As you know, Kathy, I could have chosen several hundred spirituals to write about in the book. I wanted to include songs with which many people would be familiar. Maybe they grew up singing some of these in church; maybe they heard one of their parents singing one of these songs every Sunday morning; maybe they have their own stories about how one, or more, of these songs changed their own lives. I also wanted to select some songs that were important to me and are part of my story. For example, “If Heaven Never Was Promised to Me,” by Andrae Crouch, which may be unfamiliar to many people, changed my relationship with God and others when I heard it. Finally, I wanted to include songs whose musical structure could move you, apart from the song’s lyrics. So, I hope readers will listen to the many different versions of each song and be moved, transformed, changed by hearing familiar songs played and reflected upon in fresh ways.

A few fun questions…

When the words aren’t flowing—or when you want to celebrate if they are—what is your favorite comfort food and why?

Just about any food from the South is my favorite comfort food. Good biscuits or cornbread with collard green potlikker is hard to beat for comfort food, but I’d also settle for a hot slice of peach pie, bubbling over with fruit wrapped in a flaky crust. Breakfast is my favorite meal, though, and if I could eat only one meal a day, it would be a plate of bacon, eggs, grits, and biscuits, with sorghum.

What Bible passage or story best describes your journey of faith?
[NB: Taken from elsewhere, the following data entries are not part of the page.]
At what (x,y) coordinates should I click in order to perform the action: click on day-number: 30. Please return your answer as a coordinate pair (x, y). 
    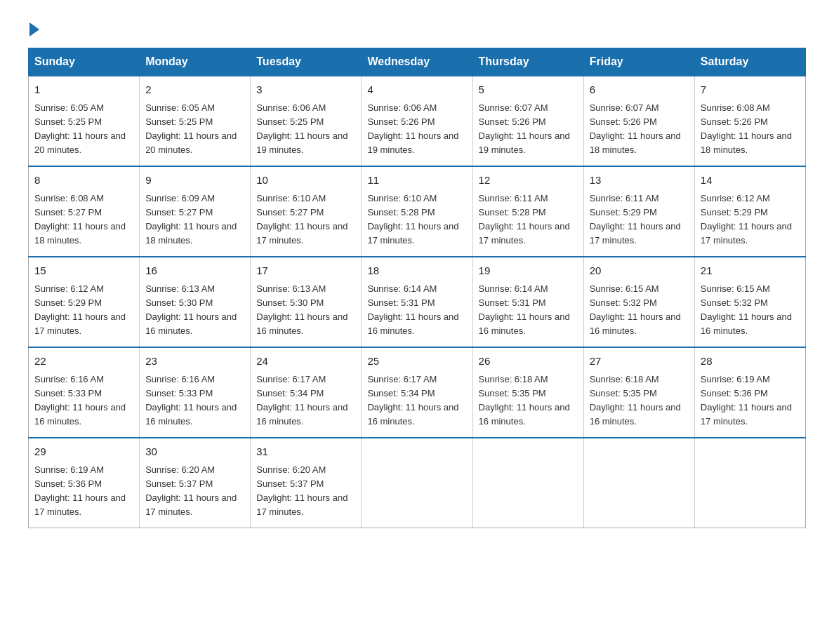
    Looking at the image, I should click on (195, 452).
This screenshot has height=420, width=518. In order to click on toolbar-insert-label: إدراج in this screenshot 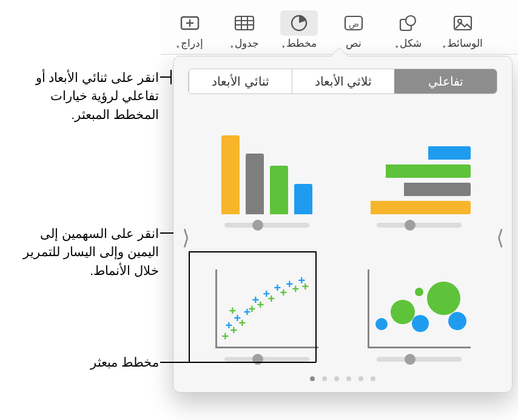, I will do `click(192, 44)`.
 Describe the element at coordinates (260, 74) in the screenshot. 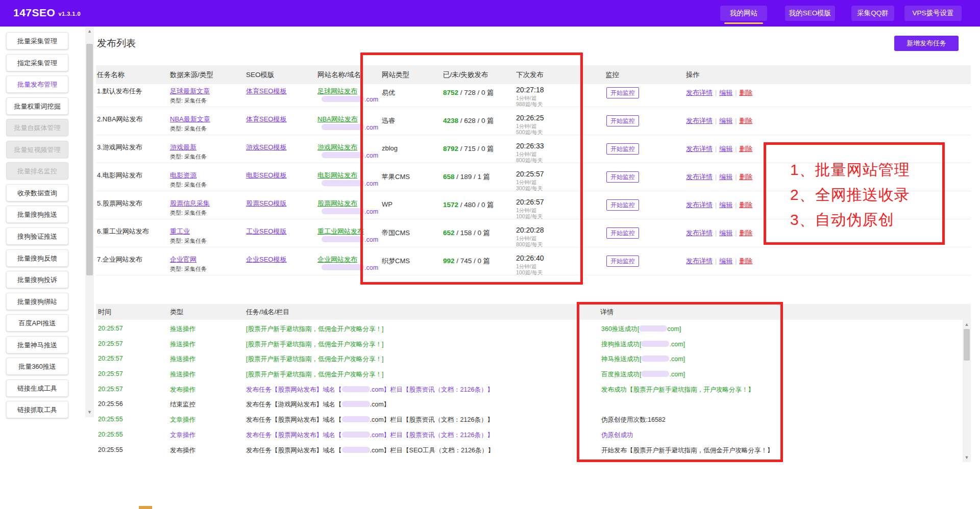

When I was younger, I would have said that the story of the prodigal son best describes my faith journey. I did wander from home, but my parents always welcomed me home with open arms, no matter how far I had fallen. These days, I’d say the story of Job describes my faith journey. I have faced some major losses over the past three years and all looked bleak and hopeless. I haven’t had friends who’ve hounded me to give up my faith in God and God’s grace, though. (laughs)Sometimes life still looks bleak, and I admit to struggling with my faith, but every time I struggle God’s grace shines through in unexpected ways and illumines my life.

In the story that is your life, are you the tall, dark stranger; the romantic lead; the mythical warrior; the mad scientist; or the child in an adult’s body?

I am not sure I am any of the above. (laughs) I might be the hero’s sidekick, or the reticent bystander. Of the phrases from the list above, though, I’d be the tall, dark stranger.

If you were a song, what kind of song would you be?

I suppose I should say a gospel song, right? (laughs) Some days, I’d say I’m one kind of song, and on other days, I’d say I’m another kind of song. Some days, I’m a raucous, dance-across-the-floor rock song; other days I am a pensive love song with many verses.

Thank you, Henry! It’s great to have you as a guest at Divine Detour.